In twelve poems, the legend recounts how Arthur was born through the trickery of Merlin and how he meets his future wife Guinevere and becomes king. He creates Camelot, an ideal kingdom where he is loyally served by 150 knights of the Round Table. His best knight is Sir Lancelot, but the morality of the poem is shattered by Lancelot's affair with the Queen. She is accused and sentenced to burning at the stake but is rescued by Lancelot; the lovers later escape to France. Arthur wages war on his former knight and leads an army overseas, but Sir Mordred takes the throne and ruins the kingdom. Arthur returns, fights Modred, killing him while in turn receiving a mortal wound. Sir Bedivere carries the King to a lake on the borders of Avalon from where Arthur first received his sword Excalibur, from the Lady of the Lake. Arthur orders Bedivere to throw the sword back in the lake in order to fulfill a prophecy written on the blade of the sword. The wounded Arthur is finally carried away on a magical ship with three queens and sails away to Avalon, where one day he will return to free England from tyranny again.

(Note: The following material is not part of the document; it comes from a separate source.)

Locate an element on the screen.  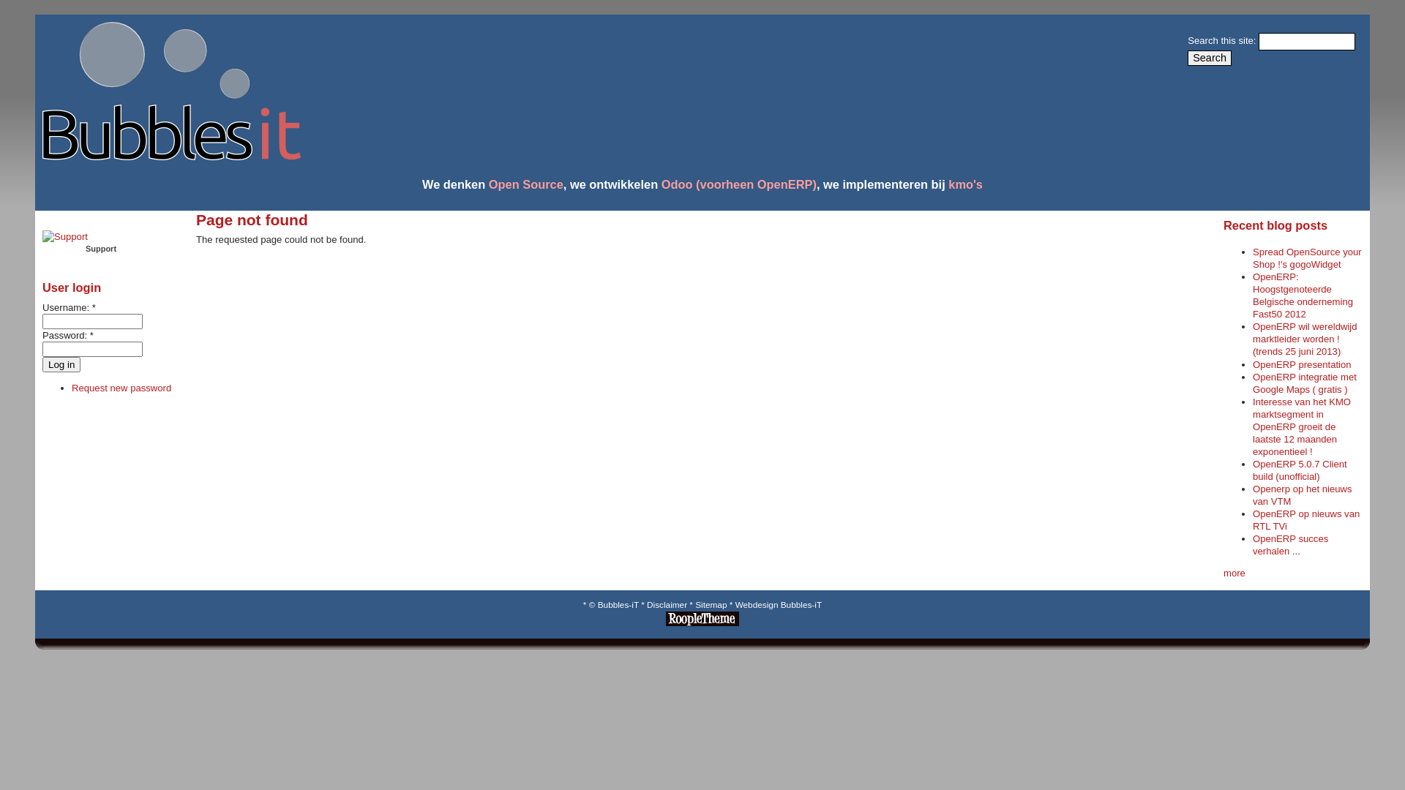
OpenERP 5.0.7 Client build (unofficial) is located at coordinates (1300, 470).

Based on Chrétien de Troyes' Yvain, the Knight of the Lion and Sir Thomas Malory's Le Morte d'Arthur, previous accounts of the Arthurian legend, Idylls of the King rewrites them for its own purposes. The Idylls are titled:
- Gareth and Lynette
- The Marriage of Geraint
- Geraint and Enid
- Balin and Balan
- Merlin and Vivien
- Lancelot and Elaine
- The Holy Grail
- Pelleas and Ettarre
- The Last Tournament
- Guinevere
- The Passing of Arthur
The dramatic narratives are not an epic either in structure or tone, but derive elegaic sadness from the idylls of Theocritus. When the poems were published as a set Tennyson's dedication was to a person not immediately identified:
- "And indeed He seems to me
- Scarce other than my king's ideal knight"

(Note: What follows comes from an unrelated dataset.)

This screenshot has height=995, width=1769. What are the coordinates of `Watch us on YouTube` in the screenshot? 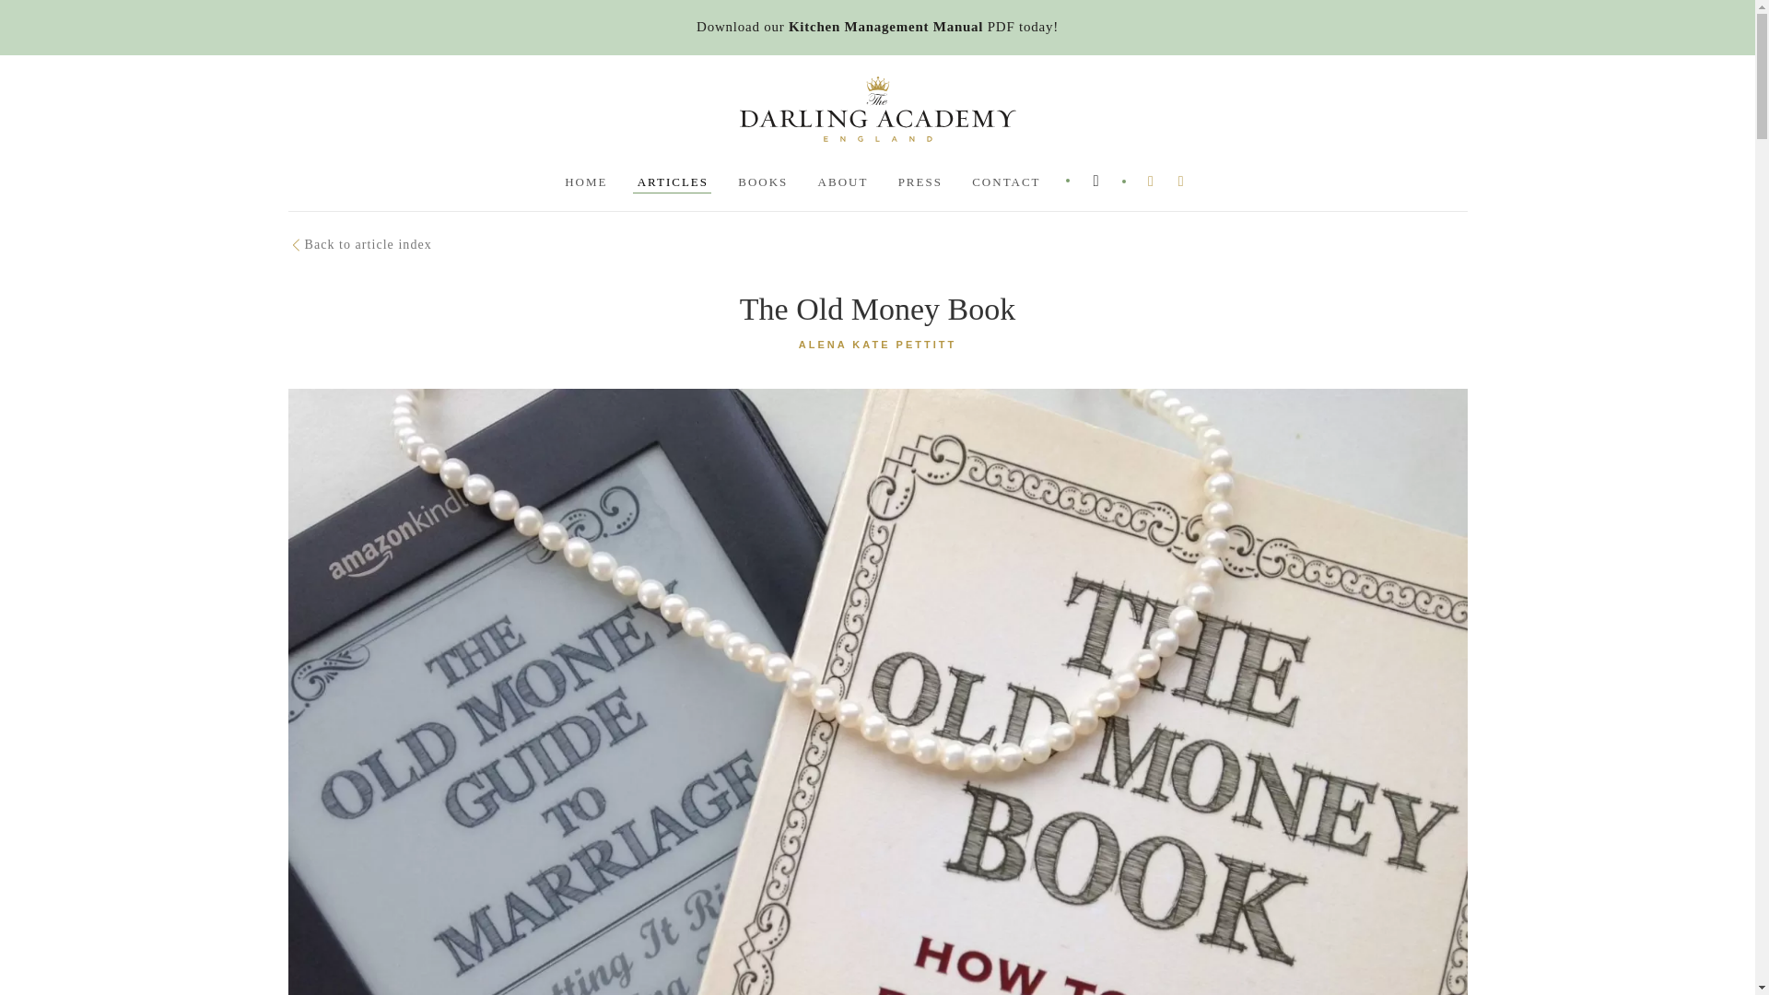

In the course of its development the reader finds that the dedication is the late Prince Albert of Saxe-Coburg and Gotha. Idylls of the King is often read as an allegory of the social conflicts and malaises of mid-Victorian era in the United Kingdom of Great Britain and Ireland.
The work was in part written in the Hanbury Arms in Caerleon; a plaque commemorates the event.